Once she started to act, Hayley found there was nothing to he scared of. “She’s instinctive,” her father says. “She’s absolutely got it. It’s wonderful to see it come out.”

Hayley doesn’t absolutely agree. “I don’t really know anything about acting yet,” she says. “But I do want to become a good actress. Right now, I’m like an old flannel, just soaking up every bit of information I can get when I’m working. I would like to try something really dramatic one of these days and shriek and yell all over the place. But l like comedy because there isn’t so much strain.



“I’d also love to do a western,” she said. “I adore cowboys. But in my movie, I’d really like the Indians to win. I don’t mean to rewrite American history, but the Indians were in the right, you know.”

So far, she said, her mother has a clear field in the family on writing. “Except maybe for Juliet. She writes beautiful poems. I write them, too, but mine are pathetic little poems. I’d never show them to anyone. I write them down in my journal.

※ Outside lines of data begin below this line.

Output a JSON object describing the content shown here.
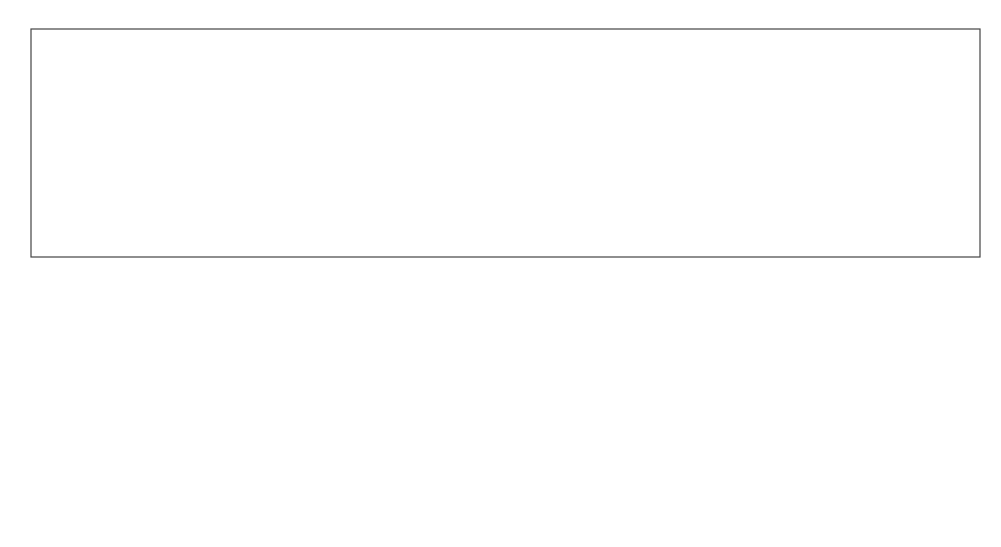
{
  "diagram": {
    "root": {
      "label": "SOFTWARE\nMACHINE"
    },
    "concept": {
      "label": "CONCEPT"
    },
    "implementation": {
      "label": "IMPLEMENTATION"
    },
    "concept_cloud": {
      "info_flow_label": "Information\nflow",
      "processing_unit_label": "Software\nprocessing\nunit"
    },
    "implementation_cloud": {
      "subprogram": {
        "label": "SUBPROGRAM"
      },
      "procedure": {
        "label": "Procedure"
      },
      "function": {
        "label": "Function"
      }
    },
    "colors": {
      "stroke": "#222222",
      "text": "#333333",
      "background": "#ffffff"
    }
  }
}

It’s sort of like a diary,” she said, “but I don’t write in it every day. Only when I feel like it. When I see something beautiful or I have an interesting conversation, I write it down. Sometimes, when I feel like the bottom of the basket, it helps to write.



“I have ugly days,” she explained. “Juliet and I used to have them together. We’d just sit around feeling ugly and hating the way we looked. It was great. We’d go out of our way to make ourselves i look even uglier. Like I’d tell Juliet, ‘Take off that sweater, it’s too pretty,’ and I’d throw an old, torn one at her to wear instead. Eventually, the feeling would go away. Especially when we had an ugly day together. Juliet could never look ugly enough.”

As we talked, I thought of something one of her countrymen, George Bernard Shaw, had once said about youth being wasted on the young. Of course, he’d never met Hayley—even on an ugly day. Nothing is wasted on her.



Perhaps that’s her secret. Hayley’s young and has no complaints about it. She just acts her age. She did it at five; she does it at fifteen. What she knows that so many people don’t learn till it’s too late is that you get only one chance to live every year. She has fun at fifteen, because she knows she’ll never be fifteen again. She knows that if you live too much in the future, you lose too much today.

As for Hayley’s future, there’s only one cloud on the horizon. Next year, she’s going to a finishing school in Switzerland. That’s where they make a proper lady out of you.

It shouldn’t happen to someone as alive as Hayley Mills.

FLORA RAND

See Hayley in “The Castaways,” Buena Vista, “The Chalk Garden,” Universal-International, and “Whistle Down the Wind,” released through Pathe-America.